The current case began with a serial number from a piece of the engine of the van that was used in the bombing. The number did not match with other parts, and the confusing trail allegedly led back to a Punta del Este chop shop run by one Carlos Alberto Telleldin, where stolen motor vehicles were dismantled for sale as parts or re-assembly into composite vehicles whose origins would be hard to trace.

Telledin, an Argentine of Arab descent, reportedly has admitted that he was in the stolen car business, but denied that he was part of any bombing conspiracy, maintaining that he gave the van in question to police officers as part of the price of protection for his racket. The line of inquiry led to police chief Juan Jose Ribelli, and further investigation revealed that Ribellis family received $2.5 million the week before the AMIA bombing.

Ribelli says that he got the money from his father, who was retired on a modest pension from a lifetime at a relatively low-paying railroad job.

Not among the defendants are four Iranian diplomats, against whom Judge Galeano had issued arrest warrants that were subsequently quashed by Argentina’s Supreme Court for lack of evidence. Still, in a rare (and some would say improper) interview with the New York Jewish publication Forward, Galeano said that the trial would be just the beginning of the exposure of an Iranian and Hizballah plot. However, in the same interview the judge did not claim infallibility: “Of course I made mistakes, I had no experience in terrorism.”

Meanwhile, the investigation of the 1992 Israeli Embassy bombing continues, and the same Supreme Court that rejected Galeano’s AMIA bombing charges against the Iranian diplomats has issued a warrant for former Hizballah security chief Imad Mugniyeh in that case.

The Bush administration has also asked the Lebanese government to hand Mugniyeh over, for his alleged role in the 1985 hijacking of TWA 847 and the murder of Robert Stethem. The Beirut authorities have been unwilling or unable to detain and deliver Mugniyeh.

The slow progress of the AMIA and embassy bombing cases, and the alleged involvement of police officers and soldiers in those crimes, have prompted many an allegation of corruption and anti-Semitism against the Argentine government, particularly against the former administration headed by Carlos Menem, who is of Syrian descent. Menem, who is presently bogged down in an arms smuggling scandal that arose during his administration, has always denied wrongdoing and that he harbors any prejudices against Jews.

Here in Panama, not only is there no clamor for justice from the Jewish community as there is from its Argentine counterpart, there are no allegations that anti-Semitism is behind the governments failure to conduct a serious investigation of the ALAS bombing.

One reason for that may be that the ones who might have reason to make that sort of a charge would prefer to avoid re-opening an old wound.

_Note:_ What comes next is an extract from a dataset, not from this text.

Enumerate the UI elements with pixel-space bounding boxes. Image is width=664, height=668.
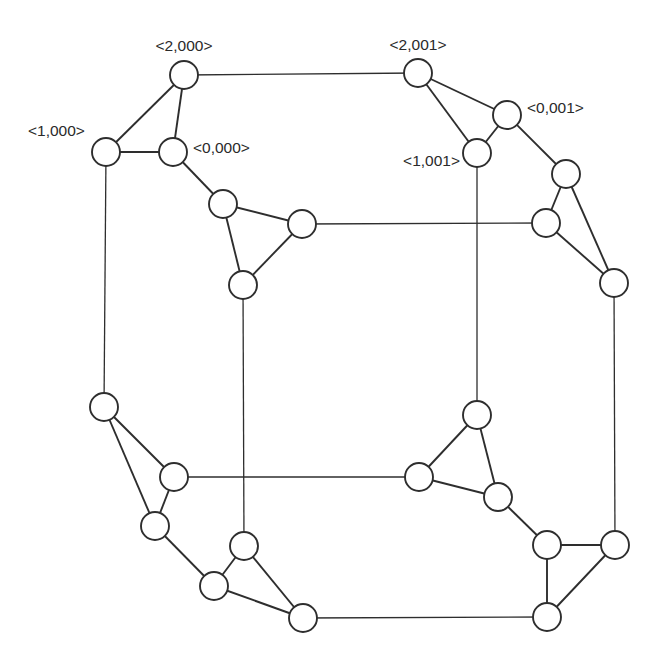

However, another factor surely must be the amiable relationship between Panamas Jewish and Arab communities, within the Colon Free Zone and elsewhere.

Last year, the presidency of the Colon Free Zone Users Association, the group that represents the areas merchants, passed amicably from Nidal Waked to Shlomo Dayan. Jews and Arabs, some of the latter Israeli citizens, have been complementary pillars of the Free Zone establishment since its inception. Arabs and Sephardic Jews share the communal experience of having their Panamanian citizenship taken away during the first Arnulfo Arias administration. Zionism and the cause of Palestinian statehood both have their advocates here, but that has not caused significant tensions between Panamas Jewish and Arab communities.

It has sometimes even been suggested, not totally facetiously, that a good way to resolve the central dispute in the Middle East would be to submit it to the arbitration of the Free Zones Jewish and Arab business leaders.

Beside all of that, the bomb that went off in Mr. Jafar’s hands was not carried by a member of Panama’s Arab community. That package of death may have come from the international drug trafficking underworld, from a Lebanon-based Shiite fringe, or from Osama bin Laden’s Sunni fanatics. All governmental proclamations of Panama’s commitment to the fight against international terrorism notwithstanding, we are unlikely to ever know.